Too many associations market their meetings as if they were big box department stores with something for everyone, when they should be focusing their promotional efforts on getting targeted, loyal buyers in the door.

That was the premise of a session called “Strategies for Attracting and Growing the Right Conference Audience” at the Professional Convention Management Association’s Education Conference in San Antonio, June 10–13. The session was also streamed live to an online audience.

Associations should strive for a 70 percent return-attendee rate,” said presenter Jeff Hurt, executive vice president at Velvet Chainsaw Consulting, Dallas. “If it is less, you are spinning your wheels to get new customers.” It costs six to seven times more to get a new customer than to keep an old one, says Hurt, who suggests calculating the lifetime value of an attendee (look at conference attendance in the past three years and how much revenue he or she has generated for the organization), then comparing that to the money spent on acquiring new customers over that same period. Attracting the right customer, Hurt says, is the key to the long-term profitability of an association, and a loyal, targeted attendee base gives the organization a strategic advantage over competitors.

Good customers, said Hurt, are decision-makers who have buying power and who are loyal to the association. And finding them, he says, starts with collecting data. Planners should look at past conferences. Are participants predominantly executives, middle management, or lower-level employees? If the association is not attracting the type of attendees it wants, then it needs to look at what it offers. Like the big box stores, is it offering discounted products for the masses?

A better approach is to construct a marketing plan aimed at the audience you want to attract. For many associations that will require a shift from a product-centric to a customer-centric approach, Hurt said.

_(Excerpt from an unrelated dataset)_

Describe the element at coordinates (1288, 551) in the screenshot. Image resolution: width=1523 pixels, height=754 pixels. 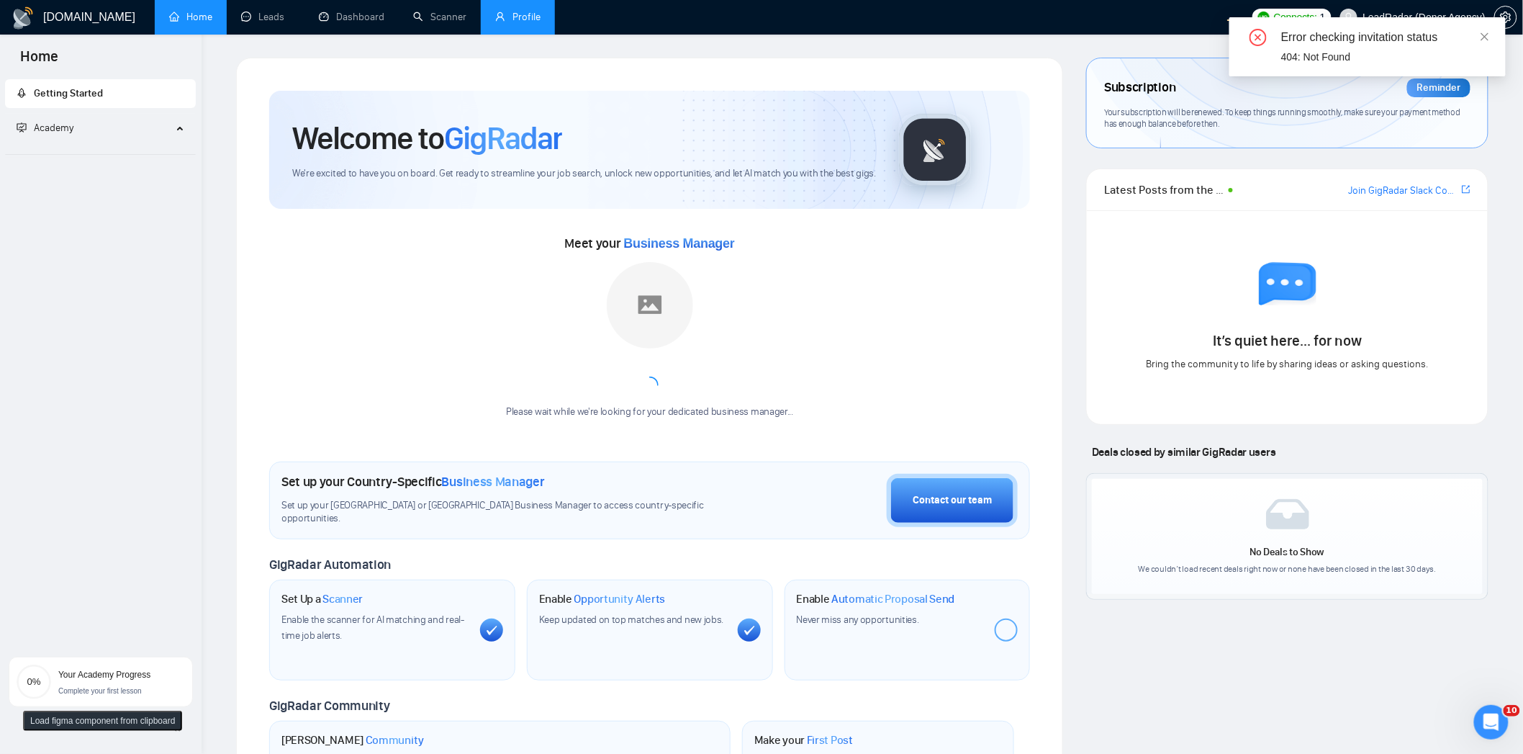
I see `span: No Deals to Show` at that location.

Most association meetings are product-centric, meaning they focus on selling product or content. The more content offered for all stakeholders, the thinking goes, the more likely people are to register. But times have changed—information is readily available via technology. Also, attendees have less free time and more choices, so they are demanding a better experience and a higher return on investment, added Hurt.

Meetings have to be customer-centric. “It’s not a philosophy and it’s not about customer service,” he said. It’s a strategy of aligning content with needs. “What are their pain points? What keeps them up at night?” asked Hurt. Those are the questions that should drive content. Discovering those needs requires surveys and other data-collection strategies. It calls for associations to be curators of content rather than aggregators and to provide content and solutions for the right customer instead of being everything to everyone.